Background: We have collected a comprehensive set of multi-unit data on dissociated cortical cultures. Previous studies of the development of the electrical activity of dissociated cultures of cortical neurons each focused on limited aspects of its dynamics, and were often based on small numbers of observed cultures. We followed 58 cultures of different densities___3000 to 50,000 neurons on areas of 30 to 75 mm2___growing on multi-electrode arrays (MEAs) during the first five weeks of their development.

Results: Plating density had a profound effect on development. While the aggregate spike detection rate scaled linearly with density, as expected from the number of cells in proximity to electrodes, dense cultures started to exhibit bursting behavior earlier in development than sparser cultures. Analysis of responses to electrical stimulation suggests that axonal outgrowth likewise occurred faster in dense cultures.
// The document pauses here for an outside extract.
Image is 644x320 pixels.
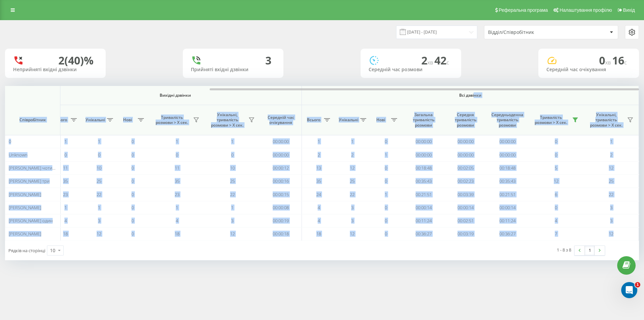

After two weeks, the network activity was dominated by population bursts in most cultures. In contrast to previous reports, development continued with changing burst patterns throughout the observation period. Burst patterns were extremely varied, with inter-burst intervals between 1 and 300 s, different amounts of temporal clustering of bursts, and different firing rate profiles during bursts. During certain stages of development bursts were organized into tight clusters with highly conserved internal structure.

Conclusions: Dissociated cultures of cortical cells exhibited a much richer repertoire of activity patterns than previously suspected. Except for the very sparsest cultures, all cultures exhibited globally synchronized bursts, but bursting patterns changed over the course of development, and varied considerably between preparations. This emphasizes the importance of using multiple preparations___not just multiple cultures from one preparation___in any study involving neuronal cultures. These results are based on 963 half-hour-long recordings. To encourage further investigation of the rich range of behaviors exhibited by cortical cells in vitro, we are making the data available to other researchers, together with Matlab code to facilitate access.